The majority of the churches in this country promise that if you are faithful enough, you will find peace. You will be fulfilled, you will be happy. But here is the truth:



Jesus did not come to make you feel better. He came to save you.



God’s first priority is not that you feel good. God has much more important things in mind for you. And God knows that when you suffer, you grow. In fact, being happy in a world where there is such suffering is almost unrealistic. How can you be happy when people are starving, when riots break out in Egypt and no one can agree on how to solve the deficit? How can you be happy when your children struggle or your parents age before your eyes? Isn’t it realistic to wish that things could be easier, even for those of us who are incredibly fortunate? Is life really ever easy?

Jesus says that the point of life is not to be happy. The point of life is to realize that you are incomplete. You are poor, hungry, mourning and lost. You do not have everything that you need. The point of life is to realize that you cannot exist without God, that there is no complete without God, that you don’t want anything as much as you want God.

Blessed are the poor, he said. Blessed are you when people you love die and you grieve for them. Blessed are you when you hunger and thirst for the world to be a better place, for you will be filled.

Let yourself be empty. Let yourselves be restless. Let yourself yearn for something more than this. Long for God. Wait for God. Hope for God. Blessed are you when you wake up to realize that you are incomplete without God.

People who are poor have no illusions about their fragility. They do not believe that they are in control of their lives. They know that they are helpless, dependent, alone. And when they realize these things, then they are ready to enter into relationship with God.

So harbor no illusions, no matter what you own or who you love. Your life is brief. Your belongings are impermanent. Your love is a reflection of the greater love of God. As the Psalmist says, You are a breath that comes and goes away. You are not here to stay.

If you are restless or dissatisfied, you are BLESSED. Do not shame yourself for not being happy all the time! You are not doing something wrong. You are searching and that, in itself, is good. You are looking for Christ in a broken world. Sometimes you see him, but other times you see his absence and you long for his return.

When Tom Hank’s character realizes that his fiancé is gone, married to another man, he lays in his hotel room at night and switches the lights on and off to remind himself of the light in his cave on the island.
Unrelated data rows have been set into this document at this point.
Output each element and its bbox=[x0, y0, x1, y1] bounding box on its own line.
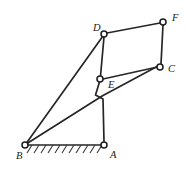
hatch-mark bbox=[76, 145, 81, 153]
hatch-mark bbox=[41, 145, 46, 153]
joint-label-c: C bbox=[168, 63, 176, 74]
link-bar-bc bbox=[27, 66, 158, 144]
figure-root: A B C D E F bbox=[0, 0, 187, 176]
ground-hatching bbox=[27, 145, 102, 153]
hatch-mark bbox=[62, 145, 67, 153]
joint-a[interactable] bbox=[101, 142, 107, 148]
link-bar-bd bbox=[27, 36, 104, 143]
link-bar-de bbox=[101, 37, 105, 76]
hatch-mark bbox=[48, 145, 53, 153]
joint-group bbox=[22, 19, 166, 148]
link-bar-ec bbox=[103, 67, 158, 79]
joint-label-e: E bbox=[107, 79, 115, 90]
hatch-mark bbox=[69, 145, 74, 153]
hatch-mark bbox=[55, 145, 60, 153]
link-group bbox=[27, 23, 164, 144]
joint-label-f: F bbox=[171, 12, 179, 23]
joint-c[interactable] bbox=[157, 64, 163, 70]
joint-f[interactable] bbox=[160, 19, 166, 25]
joint-label-a: A bbox=[109, 149, 117, 160]
hatch-mark bbox=[34, 145, 39, 153]
hatch-mark bbox=[90, 145, 95, 153]
joint-b[interactable] bbox=[22, 142, 28, 148]
link-bar-ae bbox=[96, 82, 105, 142]
joint-d[interactable] bbox=[101, 31, 107, 37]
joint-label-d: D bbox=[92, 22, 101, 33]
linkage-diagram: A B C D E F bbox=[0, 0, 187, 176]
joint-label-b: B bbox=[16, 150, 23, 161]
ground-support bbox=[25, 145, 104, 153]
link-bar-fc bbox=[161, 25, 163, 64]
hatch-mark bbox=[83, 145, 88, 153]
link-bar-df bbox=[107, 23, 160, 33]
joint-e[interactable] bbox=[97, 76, 103, 82]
Once more, he is lost. Once more, he is empty. The life that he longed for has slipped through his grasp. And he realizes that he has to start over again.

So the next day he leaves and drives out into the Midwest, leaving from Texas, out into the open plain. He does not know where he is going, only that his life has changed and he must change with it. And as with all those of us who are longing for something more, he looks ahead at the horizon and strains to see what is up ahead.

Hunger and thirst for righteousness, do not shame yourself for not being content. You were made for more than this. Much more.